In North American auto racing, particularly with regard to NASCAR, a short track is a racetrack of less than one mile (1.6km) in length. Short track racing, often associated with fairgrounds and similar venues, is where stock car racing first got off of the back roads and into organized and regulated competition. Many traditional fans and purists still see short track racing as the "real" NASCAR, because the lower speeds make "paint swapping", where the bodies of the cars actually rub against one another, practical without a very high likelihood of serious accidents. In fact, NASCAR sanctions such "club" racing, offering the Whelen All-American Series as a national championship for the drivers, and an invitational race for club racers, the Toyota All-Star Showdown, a 150-lap race featuring the common Super Late Models with NASCAR-established rules. In 2007, NASCAR is increasing marketing of the short tracks with the "NASCAR Home Tracks" campaign, with Greg Biffle, Elliott Sadler, and Carl Edwards featured in advertising to market short track racing. In some cases a NEXTEL Cup star or two will race in a weekly short-track event held usually on a short track near that week's race, or in a midweek special, such as the Slinger Nationals at Wisconsin's Slinger Super Speedway, a quarter-mile track (but is not NASCAR-sanctioned).

Ken Schrader, Tony Stewart, and Dale Earnhardt, Jr. all own short tracks, most of them being dirt. Stewart owns the Eldora Speedway, which features Nextel Cup stars and other nationally recognised drivers in the "Prelude to the Dream" dirt late model race. Dale Earnhardt, Jr. is a partner in the Paducah (Kentucky) International Speedway.

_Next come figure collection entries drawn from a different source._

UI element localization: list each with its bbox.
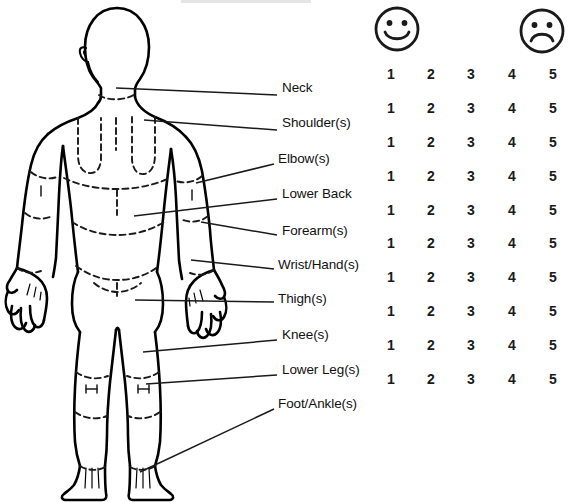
label-lower-leg[interactable]: Lower Leg(s) (282, 363, 360, 377)
rating-option-4[interactable]: 4 (501, 66, 523, 82)
label-forearm[interactable]: Forearm(s) (282, 224, 348, 238)
rating-option-3[interactable]: 3 (460, 303, 482, 319)
rating-option-1[interactable]: 1 (380, 66, 402, 82)
rating-option-1[interactable]: 1 (380, 371, 402, 387)
body-outline-rear-view-icon (0, 0, 250, 502)
rating-option-3[interactable]: 3 (460, 100, 482, 116)
label-wrist-hand[interactable]: Wrist/Hand(s) (278, 258, 359, 272)
rating-option-2[interactable]: 2 (420, 269, 442, 285)
rating-option-2[interactable]: 2 (420, 66, 442, 82)
label-foot-ankle[interactable]: Foot/Ankle(s) (278, 397, 357, 411)
rating-row: 12345 (372, 303, 577, 337)
rating-option-4[interactable]: 4 (501, 235, 523, 251)
rating-option-4[interactable]: 4 (501, 100, 523, 116)
rating-option-3[interactable]: 3 (460, 269, 482, 285)
rating-option-3[interactable]: 3 (460, 66, 482, 82)
rating-option-5[interactable]: 5 (542, 303, 564, 319)
rating-option-1[interactable]: 1 (380, 100, 402, 116)
body-diagram-panel (0, 0, 250, 502)
rating-row: 12345 (372, 202, 577, 236)
rating-option-3[interactable]: 3 (460, 202, 482, 218)
rating-grid: 1234512345123451234512345123451234512345… (372, 66, 577, 405)
rating-row: 12345 (372, 371, 577, 405)
rating-row: 12345 (372, 100, 577, 134)
rating-option-1[interactable]: 1 (380, 134, 402, 150)
rating-option-2[interactable]: 2 (420, 337, 442, 353)
rating-option-5[interactable]: 5 (542, 100, 564, 116)
label-elbow[interactable]: Elbow(s) (278, 152, 330, 166)
body-discomfort-survey-page: Neck Shoulder(s) Elbow(s) Lower Back For… (0, 0, 577, 502)
rating-option-4[interactable]: 4 (501, 337, 523, 353)
rating-option-1[interactable]: 1 (380, 303, 402, 319)
rating-option-5[interactable]: 5 (542, 235, 564, 251)
rating-option-5[interactable]: 5 (542, 371, 564, 387)
rating-row: 12345 (372, 235, 577, 269)
rating-option-5[interactable]: 5 (542, 168, 564, 184)
rating-row: 12345 (372, 134, 577, 168)
rating-option-5[interactable]: 5 (542, 269, 564, 285)
rating-option-2[interactable]: 2 (420, 100, 442, 116)
rating-option-5[interactable]: 5 (542, 66, 564, 82)
rating-option-3[interactable]: 3 (460, 134, 482, 150)
rating-row: 12345 (372, 269, 577, 303)
rating-option-1[interactable]: 1 (380, 235, 402, 251)
rating-option-1[interactable]: 1 (380, 202, 402, 218)
rating-option-1[interactable]: 1 (380, 337, 402, 353)
label-lower-back[interactable]: Lower Back (282, 187, 352, 201)
rating-row: 12345 (372, 66, 577, 100)
rating-option-4[interactable]: 4 (501, 303, 523, 319)
rating-option-1[interactable]: 1 (380, 168, 402, 184)
discomfort-rating-scale-panel: 1234512345123451234512345123451234512345… (372, 0, 577, 502)
rating-option-2[interactable]: 2 (420, 168, 442, 184)
rating-option-2[interactable]: 2 (420, 371, 442, 387)
label-shoulder[interactable]: Shoulder(s) (282, 116, 351, 130)
rating-option-2[interactable]: 2 (420, 303, 442, 319)
rating-option-5[interactable]: 5 (542, 202, 564, 218)
rating-option-2[interactable]: 2 (420, 134, 442, 150)
rating-option-3[interactable]: 3 (460, 168, 482, 184)
label-neck[interactable]: Neck (282, 81, 312, 95)
rating-option-3[interactable]: 3 (460, 235, 482, 251)
rating-row: 12345 (372, 337, 577, 371)
rating-option-3[interactable]: 3 (460, 337, 482, 353)
rating-option-3[interactable]: 3 (460, 371, 482, 387)
rating-option-4[interactable]: 4 (501, 202, 523, 218)
rating-option-2[interactable]: 2 (420, 235, 442, 251)
label-thigh[interactable]: Thigh(s) (278, 292, 327, 306)
rating-option-5[interactable]: 5 (542, 134, 564, 150)
rating-option-4[interactable]: 4 (501, 134, 523, 150)
label-knee[interactable]: Knee(s) (282, 328, 329, 342)
rating-option-4[interactable]: 4 (501, 371, 523, 387)
rating-option-1[interactable]: 1 (380, 269, 402, 285)
rating-option-4[interactable]: 4 (501, 269, 523, 285)
rating-option-5[interactable]: 5 (542, 337, 564, 353)
rating-option-2[interactable]: 2 (420, 202, 442, 218)
smiley-sad-face-icon (517, 6, 567, 56)
smiley-happy-face-icon (372, 4, 422, 54)
rating-row: 12345 (372, 168, 577, 202)
rating-option-4[interactable]: 4 (501, 168, 523, 184)
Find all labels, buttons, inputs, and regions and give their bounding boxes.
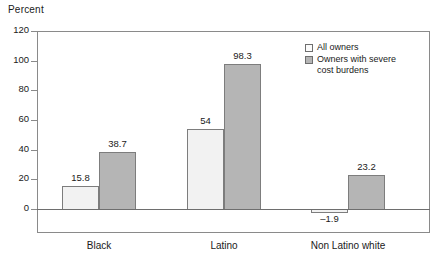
legend-swatch-icon	[305, 44, 313, 52]
legend-item-label: All owners	[317, 42, 359, 53]
y-axis-title: Percent	[8, 4, 44, 15]
legend-swatch-icon	[305, 56, 313, 64]
bar-black-severe-burden	[99, 152, 136, 210]
bar-black-all-owners	[62, 186, 99, 210]
zero-baseline	[37, 209, 430, 210]
x-axis-category-non-latino-white: Non Latino white	[298, 240, 398, 251]
y-axis-tick-label: 60	[18, 113, 29, 124]
bar-value-label: 23.2	[348, 161, 385, 172]
y-axis-tick-label: 120	[13, 24, 29, 35]
x-axis-category-latino: Latino	[174, 240, 274, 251]
bar-non-latino-white-severe-burden	[348, 175, 385, 210]
y-axis-tick-label: 40	[18, 143, 29, 154]
bar-value-label: 38.7	[99, 138, 136, 149]
bar-value-label: –1.9	[311, 213, 348, 224]
y-axis-tick-label: 20	[18, 172, 29, 183]
bar-value-label: 15.8	[62, 172, 99, 183]
y-axis-tick-label: 80	[18, 83, 29, 94]
legend-item-severe-cost-burdens: Owners with severe cost burdens	[305, 54, 409, 76]
y-axis-tick-label: 0	[24, 202, 29, 213]
legend-item-label: Owners with severe cost burdens	[317, 54, 409, 76]
bar-latino-all-owners	[187, 129, 224, 210]
bar-latino-severe-burden	[224, 64, 261, 211]
legend-item-all-owners: All owners	[305, 42, 409, 53]
bar-chart: Percent 120 100 80 60 40 20 0 15.8 38.7 …	[0, 0, 442, 266]
y-axis-tick-label: 100	[13, 54, 29, 65]
bar-value-label: 54	[187, 115, 224, 126]
bar-value-label: 98.3	[224, 50, 261, 61]
legend: All owners Owners with severe cost burde…	[305, 42, 409, 77]
x-axis-category-black: Black	[49, 240, 149, 251]
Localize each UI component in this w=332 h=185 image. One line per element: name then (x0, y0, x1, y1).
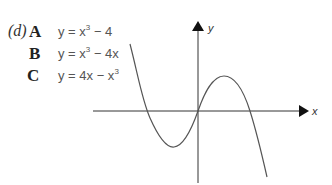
cubic-graph: x y (0, 0, 332, 185)
y-axis-label: y (207, 22, 215, 34)
x-axis-arrow-icon (299, 105, 309, 117)
x-axis-label: x (311, 105, 318, 117)
y-axis-arrow-icon (192, 21, 204, 31)
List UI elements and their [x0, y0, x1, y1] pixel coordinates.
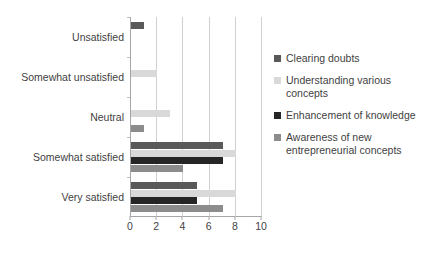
value-tick-mark — [234, 216, 235, 220]
bar — [131, 70, 157, 77]
category-tick — [127, 177, 130, 178]
value-tick-mark — [261, 216, 262, 220]
bar — [131, 22, 144, 29]
value-tick-mark — [182, 216, 183, 220]
bar — [131, 150, 236, 157]
bar — [131, 205, 223, 212]
value-tick-label: 10 — [255, 220, 267, 232]
bar — [131, 190, 236, 197]
legend-swatch-icon — [274, 134, 281, 141]
category-label: Unsatisfied — [72, 31, 124, 43]
gridline — [235, 17, 236, 217]
value-axis-ticks: 0246810 — [130, 220, 262, 240]
gridline — [209, 17, 210, 217]
value-tick-label: 2 — [153, 220, 159, 232]
category-label: Somewhat satisfied — [33, 151, 124, 163]
legend-item-label: Understanding various concepts — [286, 74, 420, 100]
value-tick-label: 6 — [206, 220, 212, 232]
bar — [131, 157, 223, 164]
value-tick-label: 0 — [127, 220, 133, 232]
value-tick-mark — [130, 216, 131, 220]
value-tick-label: 8 — [232, 220, 238, 232]
legend-item[interactable]: Understanding various concepts — [274, 74, 420, 100]
legend-item-label: Clearing doubts — [286, 52, 360, 65]
value-tick-mark — [208, 216, 209, 220]
category-tick — [127, 97, 130, 98]
category-tick — [127, 137, 130, 138]
legend-swatch-icon — [274, 112, 281, 119]
value-tick-label: 4 — [179, 220, 185, 232]
gridline — [261, 17, 262, 217]
bar — [131, 197, 197, 204]
value-tick-mark — [156, 216, 157, 220]
legend-item[interactable]: Clearing doubts — [274, 52, 420, 65]
bar-chart: UnsatisfiedSomewhat unsatisfiedNeutralSo… — [0, 0, 424, 257]
legend-swatch-icon — [274, 77, 281, 84]
bar — [131, 142, 223, 149]
bar — [131, 182, 197, 189]
category-axis-line — [130, 216, 262, 217]
plot-area — [130, 17, 262, 217]
category-label: Very satisfied — [62, 191, 124, 203]
bar — [131, 165, 183, 172]
legend-item-label: Awareness of new entrepreneurial concept… — [286, 131, 420, 157]
category-axis: UnsatisfiedSomewhat unsatisfiedNeutralSo… — [0, 0, 124, 257]
chart-legend: Clearing doubtsUnderstanding various con… — [274, 52, 420, 166]
category-label: Neutral — [90, 111, 124, 123]
legend-item[interactable]: Awareness of new entrepreneurial concept… — [274, 131, 420, 157]
legend-item-label: Enhancement of knowledge — [286, 109, 416, 122]
legend-swatch-icon — [274, 55, 281, 62]
category-label: Somewhat unsatisfied — [21, 71, 124, 83]
bar — [131, 110, 170, 117]
category-tick — [127, 57, 130, 58]
legend-item[interactable]: Enhancement of knowledge — [274, 109, 420, 122]
category-tick — [127, 17, 130, 18]
bar — [131, 125, 144, 132]
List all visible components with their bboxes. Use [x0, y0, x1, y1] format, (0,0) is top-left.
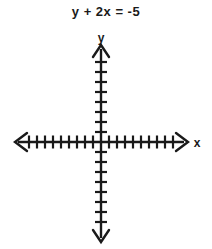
axes-diagram: y x [0, 0, 212, 249]
x-axis-label: x [194, 136, 201, 150]
coordinate-plane-figure: y + 2x = -5 [0, 0, 212, 249]
y-axis-label: y [98, 31, 105, 45]
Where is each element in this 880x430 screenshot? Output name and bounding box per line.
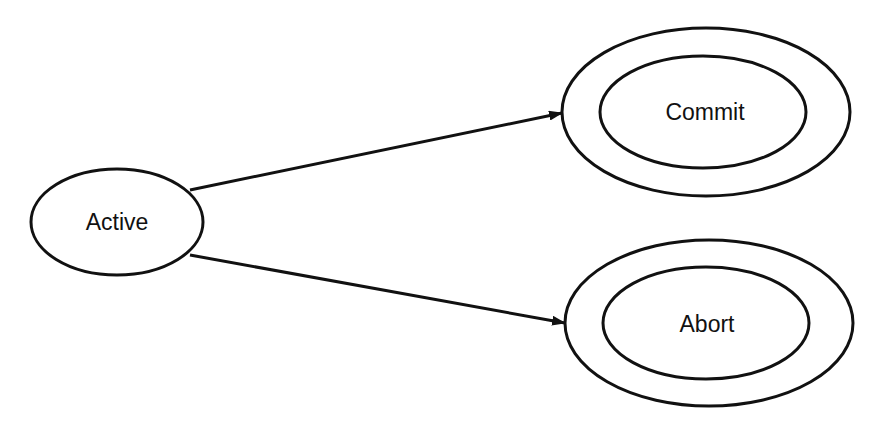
state-active-label: Active bbox=[86, 209, 149, 235]
transition-active-to-abort bbox=[190, 255, 565, 323]
state-abort: Abort bbox=[565, 240, 853, 406]
state-commit: Commit bbox=[562, 28, 850, 196]
transition-active-to-commit bbox=[190, 113, 562, 190]
state-commit-label: Commit bbox=[665, 99, 745, 125]
state-active: Active bbox=[31, 169, 203, 275]
state-diagram: Active Commit Abort bbox=[0, 0, 880, 430]
state-abort-label: Abort bbox=[680, 311, 736, 337]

In recent years, there has been a gradual push away from short track venues for Nextel Cup (the highest level of NASCAR) in favor of longer tracks. This is due to larger venues having accommodations for more fans (although the short track in Bristol, Tennessee, Bristol Motor Speedway, now has over 160,000 seats) and higher speeds.

 

 

The description on this page is licensed under the GNU Free Documentation License. It uses material from the Wikipedia article "Short Track Motor Racing".